News

'Americanization' Leading the Way… in Attack on Workers

The day after two major developments in the U.S. saw worker pensions put on the chopping block in order to bail out state and local governments, an analysis in the New York Times shows that across the Atlantic, European nations are now stripping their worker protections and dismantling pensions as they follow the established American model of putting corporate elites first in a race to the bottom for cheap labor and deregulated capitalism.

On Tuesday in Detroit, a bankruptcy judge ruled that city pensioners can have their earned benefits cut as he approved the largest municipal bankruptcy in the state’s history.

Also on Tuesday, the state of Illinois passed a measure that dramatically alters the pension formula for retired workers and diminishes those benefit programs for current and future public employees.

Both were seen by organized labor and workers advocates as an attack on those who played by the rules in order to fix the financial mess of governments that continually bow to the tax demands of corporations and the wealthy.

“It’s bitterly ironic that, on the same day legislators used the state’s troubled finances to justify stealing the retirement savings of public servants, they approved millions of dollars in new tax giveaways for big corporations,” said the ‘We Are One Illinois’ union coalition following the passage of Senate Bill 1 in the state’s General Assembly.

“This is no victory for Illinois, but a dark day for its citizens and public servants,” the group said.

Meanwhile, in an expansive piece in the New York Times on Wednesday, titled “Americanized Labor Policy Is Spreading in Europe,” Eduardo Porter explains how European governments and policy makers—by following the U.S. example of cancelling collective bargaining protections, attacking pensions, and slashing wages—are not only expanding income and wealth inequality but are “radically changing the nature of Europe’s society.”

According to Porter:

And the result of these developments?

The irony, of course, is that as a populist insurgency by low-wage workers, labor unions, and progressive activists in the U.S. tries to push for a stronger social compact—including a growing movement to significantly raise the federal the minimum wage and efforts to increase workplace protections—some of their best models for those systems remain those built by the long struggles of workers in the same European countries where workers are now under heavy attack. 

As the global financial elite push their agenda on all the continents, it seems that the race to the bottom is no longer an idiom reserved for the world’s least developed countries. And according to Porter’s reporting, “Americanization”—especially in the context of Detroit, Illinois, and other hard hit areas—is now a phrase that stands as a warning, not a beacon, to the world’s economies.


GOAL OF THE EXERCISE> All records should be written out again exactly.

Stored data entries:
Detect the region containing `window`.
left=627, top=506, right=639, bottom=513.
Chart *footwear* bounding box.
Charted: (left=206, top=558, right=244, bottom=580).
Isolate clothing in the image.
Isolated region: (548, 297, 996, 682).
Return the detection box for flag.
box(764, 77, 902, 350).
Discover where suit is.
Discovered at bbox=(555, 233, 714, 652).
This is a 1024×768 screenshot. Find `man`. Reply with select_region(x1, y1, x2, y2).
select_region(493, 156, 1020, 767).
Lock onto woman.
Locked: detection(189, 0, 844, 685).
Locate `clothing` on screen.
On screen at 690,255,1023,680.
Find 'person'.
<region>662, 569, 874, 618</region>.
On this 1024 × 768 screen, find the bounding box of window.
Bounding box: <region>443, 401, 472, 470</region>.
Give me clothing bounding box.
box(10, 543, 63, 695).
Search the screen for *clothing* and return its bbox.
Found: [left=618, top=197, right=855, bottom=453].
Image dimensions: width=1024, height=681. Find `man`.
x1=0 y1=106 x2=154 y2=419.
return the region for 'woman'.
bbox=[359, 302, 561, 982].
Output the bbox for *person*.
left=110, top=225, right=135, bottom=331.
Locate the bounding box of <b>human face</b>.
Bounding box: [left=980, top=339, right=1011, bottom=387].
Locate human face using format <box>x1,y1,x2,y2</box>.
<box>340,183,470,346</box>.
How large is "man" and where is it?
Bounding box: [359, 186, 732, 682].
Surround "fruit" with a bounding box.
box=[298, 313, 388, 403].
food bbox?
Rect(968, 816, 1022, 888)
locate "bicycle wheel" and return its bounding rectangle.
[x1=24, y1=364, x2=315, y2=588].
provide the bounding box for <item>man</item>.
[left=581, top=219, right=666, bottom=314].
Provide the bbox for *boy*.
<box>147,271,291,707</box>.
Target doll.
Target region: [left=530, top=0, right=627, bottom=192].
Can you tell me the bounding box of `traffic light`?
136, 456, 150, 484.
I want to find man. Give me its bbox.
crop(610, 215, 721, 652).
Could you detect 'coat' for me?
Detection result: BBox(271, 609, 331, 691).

RESULT FOR THIS EXERCISE>
Detect the region containing `window`.
left=627, top=506, right=639, bottom=513.
Chart *footwear* bounding box.
Charted: (left=206, top=558, right=244, bottom=580).
Isolate clothing in the image.
Isolated region: (548, 297, 996, 682).
Return the detection box for flag.
box(764, 77, 902, 350).
Discover where suit is.
Discovered at bbox=(555, 233, 714, 652).
This is a 1024×768 screenshot. Find `man`. Reply with select_region(x1, y1, x2, y2).
select_region(493, 156, 1020, 767).
Lock onto woman.
Locked: detection(189, 0, 844, 685).
Locate `clothing` on screen.
On screen at 690,255,1023,680.
Find 'person'.
<region>662, 569, 874, 618</region>.
On this 1024 × 768 screen, find the bounding box of window.
Bounding box: <region>443, 401, 472, 470</region>.
Give me clothing bounding box.
box(10, 543, 63, 695).
Search the screen for *clothing* and return its bbox.
Found: [left=618, top=197, right=855, bottom=453].
Image dimensions: width=1024, height=681. Find `man`.
x1=0 y1=106 x2=154 y2=419.
return the region for 'woman'.
bbox=[359, 302, 561, 982].
Output the bbox for *person*.
left=110, top=225, right=135, bottom=331.
Locate the bounding box of <b>human face</b>.
Bounding box: [left=980, top=339, right=1011, bottom=387].
Locate human face using format <box>x1,y1,x2,y2</box>.
<box>340,183,470,346</box>.
How large is "man" and where is it?
Bounding box: [359, 186, 732, 682].
Surround "fruit" with a bounding box.
box=[298, 313, 388, 403].
food bbox?
Rect(968, 816, 1022, 888)
locate "bicycle wheel" and return its bounding rectangle.
[x1=24, y1=364, x2=315, y2=588].
provide the bounding box for <item>man</item>.
[left=581, top=219, right=666, bottom=314].
Provide the bbox for *boy*.
<box>147,271,291,707</box>.
Target doll.
Target region: [left=530, top=0, right=627, bottom=192].
Can you tell me the bounding box of `traffic light`?
136, 456, 150, 484.
I want to find man. Give me its bbox.
crop(610, 215, 721, 652).
Could you detect 'coat' for me?
Detection result: BBox(271, 609, 331, 691).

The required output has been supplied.